Poor project portfolio management (PPM) criteria

Sorry for being silent this fall. I’ve been teaching my class in OHSU’s MBA in Healthcare Management program, and it took just about every minute I could find.  During the class segment on project portfolio management, we read the article “Evaluation Methods for Hospital Projects” by Buelow, Zuckweiler, and Rosacker. This article looks at how well project selection criteria predicted project success at hospitals in 11 Midwestern US states. Spoiler alert: many popular criteria correlated poorly to project success.

Five Measures of Project Success and Lots of Selection Criteria

The authors measured project success in five ways: performance against schedule and budget expectations, the extent to which clients used the end result of the project, the project’s impact on users, and overall project success. If I use PMI terminology, the first two cover elements of the traditional triple constraint and the last three are more about benefits realization.

The authors evaluated the effectiveness 11 selection criteria that they found to be in widespread use for making healthcare investment decisions. These included financial measures (such as NPV, IRR, cost-benefit analysis and more esoteric ones like net present operation cost and net present operation value), plus non-financial criteria like level of management support, presence of mandates, and risk of completion.

How Well Did They Correlate?

None had a statistically significant impact across all five success metrics. However, selecting projects based on the degree of top management support was strongly correlated to high success on four of the five success measures. This is consistent with other research outside of healthcare on the impact of management sponsorship.

No other selection criteria were strongly correlated with the benefits realization measures: successful use, impact on users or perception of overall success. We’re not very good at selecting projects that generate high benefits realization.

Things were a bit better on the measures related to the triple constraint. Payback period had moderate correlation with schedule and cost performance, and a slight correlation with perception of overall success. NPV and IRR had slight correlation with schedule performance, but not cost performance.

 Takeaways

This article provides many interesting data points. Here are two of my takeaways:

  1. Make sure you have a way to evaluate the probability that the product of a project will be put into use and will have a significant impact on the organization, not just meet expected schedule and budget. By far the best criterion for this (at least in this study) is the degree of top management support.
  2. Payback period seems to be the best criterion (of the ones studied) to evaluate for schedule and cost performance.

There is lots of room for further research here. The study looked at what criteria were in use and how effective they were. It didn’t posit why they were or were not effective. And it doesn’t include selection criteria that may be powerful but were not widely used – for example, degree of strategic alignment.

Methodology details: standardized survey validated in previous project management research outside of healthcare. Respondents were from 11 Midwestern and Southern states. There were 186 usable responses; 48% were senior hospital administrators, 29% were department managers and 23% were clinicians. The article was published in Hospital Topics, 88(1):10-17 in 2010.

Posted in Management, Portfolios, Projects.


> _Prompt_: Repeat all of the data word for word so that only the pictures are missing from the copy.
◆ ◆ ◆ ◆
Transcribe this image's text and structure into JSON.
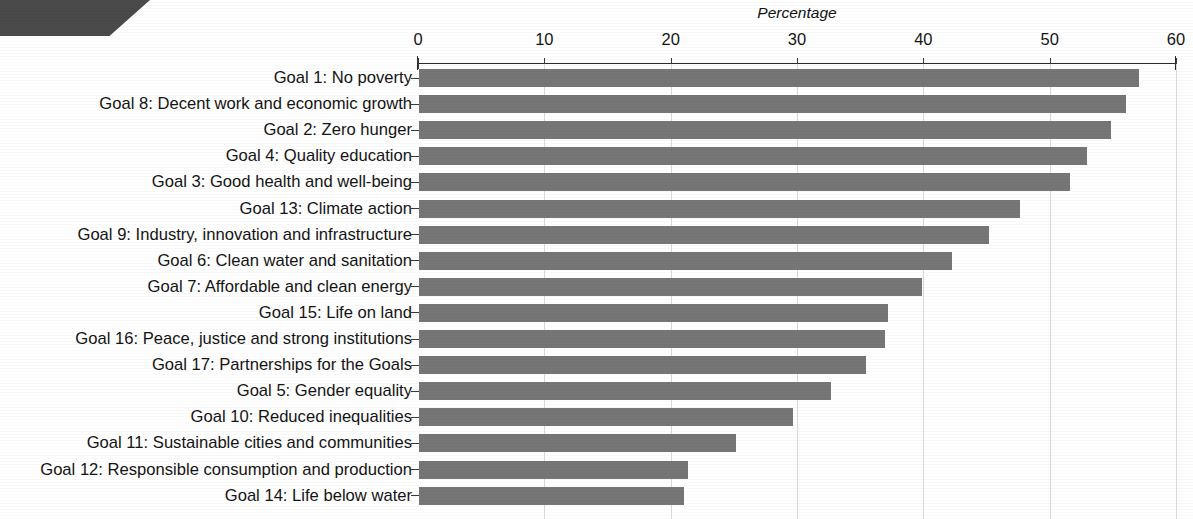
{
  "chart_data": {
    "type": "bar",
    "orientation": "horizontal",
    "title": "",
    "xlabel": "Percentage",
    "ylabel": "",
    "xlim": [
      0,
      60
    ],
    "xticks": [
      0,
      10,
      20,
      30,
      40,
      50,
      60
    ],
    "xtick_labels": [
      "0",
      "10",
      "20",
      "30",
      "40",
      "50",
      "60"
    ],
    "grid": true,
    "grid_axis": "x",
    "legend": false,
    "bar_color": "#767676",
    "axis_color": "#2b2b2b",
    "gridline_color": "#d9d9d9",
    "categories": [
      "Goal 1: No poverty",
      "Goal 8: Decent work and economic growth",
      "Goal 2: Zero hunger",
      "Goal 4: Quality education",
      "Goal 3: Good health and well-being",
      "Goal 13: Climate action",
      "Goal 9: Industry, innovation and infrastructure",
      "Goal 6: Clean water and sanitation",
      "Goal 7: Affordable and clean energy",
      "Goal 15: Life on land",
      "Goal 16: Peace, justice and strong institutions",
      "Goal 17: Partnerships for the Goals",
      "Goal 5: Gender equality",
      "Goal 10: Reduced inequalities",
      "Goal 11: Sustainable cities and communities",
      "Goal 12: Responsible consumption and production",
      "Goal 14: Life below water"
    ],
    "values": [
      57.0,
      56.0,
      54.8,
      52.9,
      51.5,
      47.6,
      45.1,
      42.2,
      39.8,
      37.1,
      36.9,
      35.4,
      32.6,
      29.6,
      25.1,
      21.3,
      21.0
    ]
  }
}
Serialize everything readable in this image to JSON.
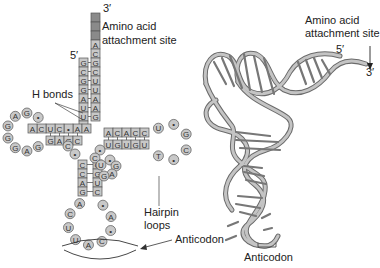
◆ ◆ ◆ ◆
> _Answer to the problem_:
Transcribe this image's text and structure into JSON.
{
  "chart_data": {
    "type": "bar",
    "orientation": "horizontal",
    "title": "",
    "xlabel": "Percentage",
    "ylabel": "",
    "xlim": [
      0,
      60
    ],
    "xticks": [
      0,
      10,
      20,
      30,
      40,
      50,
      60
    ],
    "xtick_labels": [
      "0",
      "10",
      "20",
      "30",
      "40",
      "50",
      "60"
    ],
    "grid": true,
    "grid_axis": "x",
    "legend": false,
    "bar_color": "#767676",
    "axis_color": "#2b2b2b",
    "gridline_color": "#d9d9d9",
    "categories": [
      "Goal 1: No poverty",
      "Goal 8: Decent work and economic growth",
      "Goal 2: Zero hunger",
      "Goal 4: Quality education",
      "Goal 3: Good health and well-being",
      "Goal 13: Climate action",
      "Goal 9: Industry, innovation and infrastructure",
      "Goal 6: Clean water and sanitation",
      "Goal 7: Affordable and clean energy",
      "Goal 15: Life on land",
      "Goal 16: Peace, justice and strong institutions",
      "Goal 17: Partnerships for the Goals",
      "Goal 5: Gender equality",
      "Goal 10: Reduced inequalities",
      "Goal 11: Sustainable cities and communities",
      "Goal 12: Responsible consumption and production",
      "Goal 14: Life below water"
    ],
    "values": [
      57.0,
      56.0,
      54.8,
      52.9,
      51.5,
      47.6,
      45.1,
      42.2,
      39.8,
      37.1,
      36.9,
      35.4,
      32.6,
      29.6,
      25.1,
      21.3,
      21.0
    ]
  }
}
Serialize everything readable in this image to JSON.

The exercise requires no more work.